Ten Answers
Russell conjugations of 10 responses to the question, "what is the meaning of life?"
Here are 10 answers to the familiar question.
Not all of them can be true.
I. Happiness / Pleasure / Selfishness
What do we pursue in each decision apart from pleasure? What is it that we avoid apart from suffering? Nothing.
Lives are short. What else could make a life meaningful apart from what drives your actions every day?
Pause and ask why art, tranquility, friendship, success, and love are valuable. In every case, pleasure grounds our desire.
Sure, some pleasures are more complex or sophisticated than others. Some prefer high, others low, and most would like a hybrid of the two. Regardless, it’s positive mental states that make life meaningful.
Life is about having fun, feeling good, and being happy.
II. Realism / Nihilism / Meaninglessness
Life has no grand meaning.
When we ask for a meaning behind all this, we want to know why we exist, what our ultimate purpose is, and what all this amounts to.
Parts of life can have meaning. Our friendships, joys, projects, pleasures – each of these are meaningful.
But the whole cannot.
In billions of years, everything will end. And for what?
The only response is silence. We are alone. When we leave, we are forgotten. It will be as if every friendship, every joy, every project, every pleasure never happened.
In mundane everyday life, we don’t need to think about this. Life is not devoid of everyday significance. Things matter now.
But ultimately, if we step back, we can see that they don’t matter at all.
III. Epic / Narrative / Megalomania
We live like we’re protagonists in a grand narrative.
And in a sense, we are. We craft the shape and story of our lives.
Lives are as varied as stories.
Like narratives, they are meaningful. Some more than others.
Lives are like any other art. Open to interpretation.
And we are like artists – capable of making what we wish from the canvas of the world.
IV. Devotion / Obsession / Hyperopia
Pleasure is ephemeral. It stays in one’s hand for a moment and then dissolves. Leaving stains. Stories are just that – stories.
Who comes to mind when one thinks of meaningful lives? Heroes. Near-mythical characters. From political activists to philanthropists to saints to warriors – these are people who lived.
Some of them are saints. Others are more ambiguous. None of them lived ordinary lives.
This is no time for mediocrity.
Instead, become obsessed. Bind oneself to a project.
When we do this, we overcome our limits. We transcend the present mundane moment. We lose ourselves in something more.
Whether through art, companies, relationships, inquiry, activism, war – be devoted.
V. Ordinariness / Mediocrity / Myopia
There are dangers with devotion. For many, it’s more about appearance, than devotion. And if you are devoted, how can you know whether you are a zealous villain or a saintly hero?
In the best case, you will have sacrificed for a good cause, but for what? Impact? Honor?
Heroes are the stuff of myth. For every candidate, there is a litany of failures behind hagiography.
Proximity kills our heroes.
You are not important. You will not make much of a difference.
But you can live now.
It’s the ordinary things that are meaningful: family, work, nature, love.
The sight of leaves falling from a tree. Taking a respite from a party, hearing nothing but laughter, and seeing nothing but smiles.
One doesn’t worry about meaning when one is in love.
Stories of heroism and sainthood should not distract you, live now.
VI. Nihilism II / Pessimism / Depression
Nothing matters at all.
VII. Enlightenment / Mindfulness / Nothingness
Meaning is easy.
Rats, pigs, and dogs live meaningful lives.
Each action they take is for some reason or other. They scavenge for food, eat for pleasure, and mate for children.
The same is true for most of our choices.
Each has a purpose, a reason behind it. And through these reasons and purposes, there is meaning.
This is not interesting.
The challenge is to see things as they are.
To pay attention to the blades of grass, the sound of a humidifier, the creaking of the floor for no reason at all.
The ability to pay attention with no purpose or reason in mind is what makes us human.
If you pay attention, you'll learn that the meaning of life resides in things that are not meaningful at all.
VIII. Divinity / Virtue / Elitism
We can rise to the status of the Gods.
Study nature. Be virtuous. Take care of your soul.
If you did these things, you would become divine.
With complete self-discipline and reason, nothing can ever compel you. You would fully align your desires with reality. You would love fate.
You would willingly accept every part of your life over and over for eternity.
You would be free.
You would be a God.
IX. Holiness / Religion / Dogmatism
The pursuit of meaning in life is idolatrous.
To seek anything other than God is to seek a distraction.
Cast aside meaning. Throw away the desire for some grand narrative to your life.
Submit.
X. The End / Eudaimonia / Obscurantism
One cannot understand what a story means until one has finished.
You cannot know the worth of your life until the end.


— WHAT IS EXPECTED —
Copy each line of the following data that contains "Image".

— INPUT MATERIAL —
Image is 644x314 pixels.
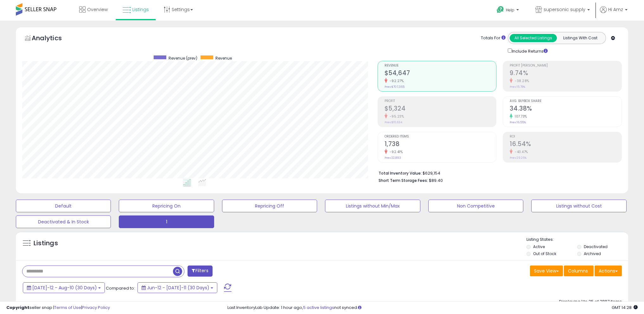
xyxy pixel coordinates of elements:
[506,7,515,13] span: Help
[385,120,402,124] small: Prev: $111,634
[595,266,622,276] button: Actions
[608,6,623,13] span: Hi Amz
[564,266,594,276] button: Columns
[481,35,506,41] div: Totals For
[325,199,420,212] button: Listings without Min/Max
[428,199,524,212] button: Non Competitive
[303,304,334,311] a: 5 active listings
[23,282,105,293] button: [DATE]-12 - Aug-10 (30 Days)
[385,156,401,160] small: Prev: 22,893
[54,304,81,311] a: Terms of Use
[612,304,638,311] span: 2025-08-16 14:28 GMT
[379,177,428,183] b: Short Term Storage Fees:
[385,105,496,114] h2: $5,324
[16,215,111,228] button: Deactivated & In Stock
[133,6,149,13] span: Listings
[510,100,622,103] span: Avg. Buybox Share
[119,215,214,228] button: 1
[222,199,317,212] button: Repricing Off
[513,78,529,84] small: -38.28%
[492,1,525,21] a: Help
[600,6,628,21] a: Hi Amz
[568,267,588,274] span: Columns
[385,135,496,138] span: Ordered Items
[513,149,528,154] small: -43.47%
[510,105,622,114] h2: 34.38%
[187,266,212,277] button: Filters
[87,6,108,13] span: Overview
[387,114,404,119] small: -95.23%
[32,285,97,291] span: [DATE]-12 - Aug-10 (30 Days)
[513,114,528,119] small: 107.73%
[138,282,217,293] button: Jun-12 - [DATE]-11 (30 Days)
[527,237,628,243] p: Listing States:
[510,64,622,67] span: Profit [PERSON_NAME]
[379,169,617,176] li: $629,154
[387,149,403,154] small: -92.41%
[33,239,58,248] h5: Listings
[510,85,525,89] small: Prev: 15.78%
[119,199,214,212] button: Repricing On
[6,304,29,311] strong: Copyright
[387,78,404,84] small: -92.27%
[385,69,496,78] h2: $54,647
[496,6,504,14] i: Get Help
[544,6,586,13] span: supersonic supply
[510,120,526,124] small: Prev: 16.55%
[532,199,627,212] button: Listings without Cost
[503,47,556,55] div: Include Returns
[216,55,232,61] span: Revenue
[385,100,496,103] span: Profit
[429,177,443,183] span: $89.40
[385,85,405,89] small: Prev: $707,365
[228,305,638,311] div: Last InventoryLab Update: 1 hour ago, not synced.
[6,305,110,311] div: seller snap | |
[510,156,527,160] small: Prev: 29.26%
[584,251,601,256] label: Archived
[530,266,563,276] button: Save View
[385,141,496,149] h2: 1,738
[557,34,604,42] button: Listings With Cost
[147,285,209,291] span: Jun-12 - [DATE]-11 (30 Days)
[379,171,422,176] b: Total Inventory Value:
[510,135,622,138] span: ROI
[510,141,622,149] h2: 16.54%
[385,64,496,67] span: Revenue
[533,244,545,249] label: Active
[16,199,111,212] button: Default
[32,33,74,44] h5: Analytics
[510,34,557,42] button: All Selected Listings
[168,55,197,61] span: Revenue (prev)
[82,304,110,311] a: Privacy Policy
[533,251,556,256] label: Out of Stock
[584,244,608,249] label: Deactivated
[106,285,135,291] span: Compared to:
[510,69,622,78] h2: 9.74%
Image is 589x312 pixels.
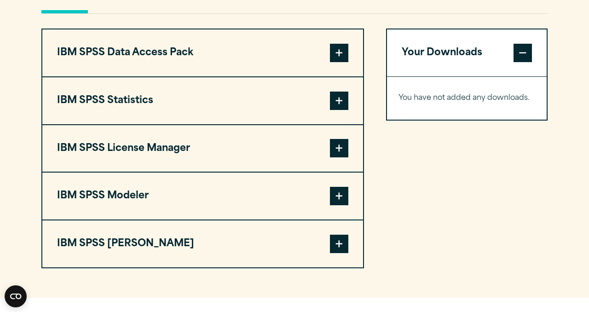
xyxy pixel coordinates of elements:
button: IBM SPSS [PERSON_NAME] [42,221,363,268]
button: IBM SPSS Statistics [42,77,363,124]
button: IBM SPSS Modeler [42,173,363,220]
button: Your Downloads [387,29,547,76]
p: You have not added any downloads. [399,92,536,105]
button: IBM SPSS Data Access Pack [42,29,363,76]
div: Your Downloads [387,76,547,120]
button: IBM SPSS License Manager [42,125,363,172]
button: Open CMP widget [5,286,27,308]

...

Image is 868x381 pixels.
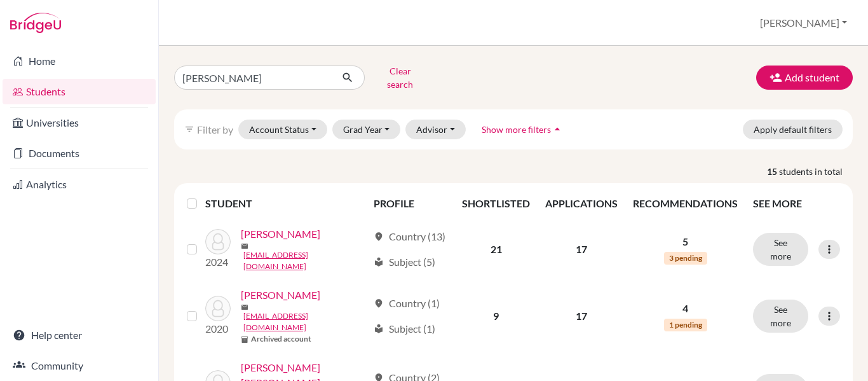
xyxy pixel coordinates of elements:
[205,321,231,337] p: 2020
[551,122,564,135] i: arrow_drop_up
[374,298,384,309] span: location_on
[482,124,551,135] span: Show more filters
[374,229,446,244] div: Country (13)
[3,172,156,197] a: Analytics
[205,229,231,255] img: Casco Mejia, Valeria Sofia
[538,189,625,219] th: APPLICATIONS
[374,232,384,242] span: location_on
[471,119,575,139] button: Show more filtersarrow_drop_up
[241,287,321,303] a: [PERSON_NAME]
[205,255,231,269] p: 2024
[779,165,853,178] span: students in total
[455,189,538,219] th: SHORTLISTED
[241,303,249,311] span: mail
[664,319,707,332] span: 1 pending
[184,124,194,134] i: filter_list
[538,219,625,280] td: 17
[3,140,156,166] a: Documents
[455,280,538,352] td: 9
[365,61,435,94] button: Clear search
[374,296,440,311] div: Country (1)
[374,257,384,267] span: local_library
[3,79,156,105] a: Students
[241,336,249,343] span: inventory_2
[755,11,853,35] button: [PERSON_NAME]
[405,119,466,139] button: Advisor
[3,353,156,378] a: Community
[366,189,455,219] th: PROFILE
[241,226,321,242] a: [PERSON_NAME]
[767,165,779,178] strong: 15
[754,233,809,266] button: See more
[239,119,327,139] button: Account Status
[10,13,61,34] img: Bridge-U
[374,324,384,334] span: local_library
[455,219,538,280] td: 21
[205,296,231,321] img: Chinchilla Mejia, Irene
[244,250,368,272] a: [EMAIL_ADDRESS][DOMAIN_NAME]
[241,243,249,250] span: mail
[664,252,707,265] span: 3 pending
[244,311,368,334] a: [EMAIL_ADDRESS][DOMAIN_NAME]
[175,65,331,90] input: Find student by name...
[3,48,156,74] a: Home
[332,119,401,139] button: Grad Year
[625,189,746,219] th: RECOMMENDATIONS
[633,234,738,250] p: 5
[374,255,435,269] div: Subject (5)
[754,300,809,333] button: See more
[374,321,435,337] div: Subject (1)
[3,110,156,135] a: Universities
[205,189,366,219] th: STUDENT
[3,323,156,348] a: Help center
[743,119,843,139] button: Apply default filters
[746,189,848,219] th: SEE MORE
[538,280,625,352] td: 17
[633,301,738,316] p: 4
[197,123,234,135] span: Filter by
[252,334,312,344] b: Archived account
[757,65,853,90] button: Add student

— ANSWER TO THIS PROBLEM —
Image is 644x314 pixels.
Image is 589x312 pixels.
Image is 868x381 pixels.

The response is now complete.